Bug 21924

Summary: <c:import> with relative URL ignores content encoding of resource
Product: Taglibs Reporter: Willis Boyce <wboyce>
Component: Standard TaglibAssignee: Tomcat Developers Mailing List <dev>
Status: RESOLVED INVALID    
Severity: normal    
Priority: P3    
Version: unspecified   
Target Milestone: ---   
Hardware: PC   
OS: other   

Description Willis Boyce 2003-07-28 05:26:55 UTC
I belive that I have found a bug in the <c:import> tag in Standard 1.0.3.  
Feel free to tell me that I'm wrong, but please explain why.

I have a web application with JSPs that include other JSPs using the 
<c:import> tag.  I am using Orion 2.0.2 as my application server.

I deploy this application on two web sites, one of which is in English and the 
other of which is in Korean.  For historical reasons, I need to serve the 
pages on the English site using ISO-8859-1.  However, I serve the pages on the 
Korean site using UTF-8.  In order to faciliate serving the pages using ISO-
8859-1 on the English site and using UTF-8 on the Korean site, none of the JSP 
pages specify a content type or a charset.  Instead, I specify the default 
charset in the Orion configuration.  Setting the default charset in the Orion 
configuration causes Orion to use that charset when creating Writer and Reader 
instances, enabling my application to both send pages to the browser and 
receive request parameters from the browser using the specified charset.

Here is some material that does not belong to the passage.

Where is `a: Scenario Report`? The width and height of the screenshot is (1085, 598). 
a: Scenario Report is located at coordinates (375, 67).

Here is what happens when Orion is configured to use UTF-8 as the default 
charset and I attempt to import a relative JSP page using <c:import 
url="/the/relative/page.jsp">.  Because the page is local, <c:import> follows 
some shortcut logic that avoids the creation of a URL and handles the import 
by passing a response wrapper to the local request dispatcher.  Calling the 
request dispatcher passes control to Orion.  A few cycles later, Orion calls 
getOutputStream on the response wrapper and wraps the output stream in a 
Writer that uses UTF-8.  The imported JSP writes to this Writer.  Once the 
imported JSP returns, <c:import> invokes getString on the response wrapper.  
If Orion had called getWriter on the response wrapper, then no character/byte 
translation would have taken place, and the encoding of the Writer would have 
been irrelevant.  But since Orion called getOutputStream on the response 
wrapper, the wrapper only has access to the bytes written to the stream, and 
the getString method must decode them back into characters in order to 
construct a String to return.  Here is where things go wrong.  Although the 
characters from the imported JSP were encoded using UTF-8, because the 
<c:import> tag has no charEncoding attribute, the getString method decodes 
them as ISO-8859-1, and of course, they are incorrect.

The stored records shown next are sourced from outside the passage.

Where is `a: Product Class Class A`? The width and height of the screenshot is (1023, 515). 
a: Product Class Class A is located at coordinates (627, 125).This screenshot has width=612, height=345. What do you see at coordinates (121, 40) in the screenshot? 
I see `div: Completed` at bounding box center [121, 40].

This behavior seems inconsistent with the way that <c:import> would work if it 
did not use the request dispatcher.  If I wrote <c:import 
url="http://www.myserver.com/the/relative/page.jsp">, then <c:import> would 
note the content encoding of the resource and instantiate an appropriate 
Reader.  I think that it would make sense for the response wrapper that 
<c:import> passes to the response wrapper to pay attention to any calls to its 
setContentType method and use that information when decoding the bytes from 
the output stream.
Comment 1 Felipe Leme 2003-08-22 05:05:48 UTC
>Although the 
>characters from the imported JSP were encoded using UTF-8, because the 
><c:import> tag has no charEncoding attribute, the getString method decodes 
>them as ISO-8859-1, and of course, they are incorrect.

Hi Wills,

Sorry if I didn't understand correctly your problem, but have you tried to set
the charEncoding attribute to UTF-8? If so, did it work this way?

Felipe
Comment 2 Pierre Delisle 2004-01-14 21:18:58 UTC
My head hurts, but I finally think I understand your problem :-)

Orion uses the OutputStream of c:import's ResponseWrapper and you'd
like the following two things to happen:

   1. calling setContentType() on the ResponseWrapper should not be ignored
   2. getString() on the ResponseWrapper should take into consideration
      the contentType that may have been set by (1).

However, the JSTL spec is quite clear in section 7.4 that 
relative URLs in the same context are processed in the
same way as the include action of the JSP spec.

And the JSP spec clearly states that:

  An included page cannot change the response status code or set headers. 
  This precludes invoking methods like setCookie. Attempts to invoke 
  these methods will be ignored.

A quick look at Jasper in Tomcat shows that the ResponseWrapper used
in a <jsp:include> action even throws an exception if getOutputStream()
is called. We should probably do that as well in JSTL for <c:import> 
of a relative URL to be consistent with <jsp:include>.

At any rate, I don't think there is anything we can do for the problem
you've stated in this bug report. If you think otherwise, we'll be
happy to consider your counter arguments.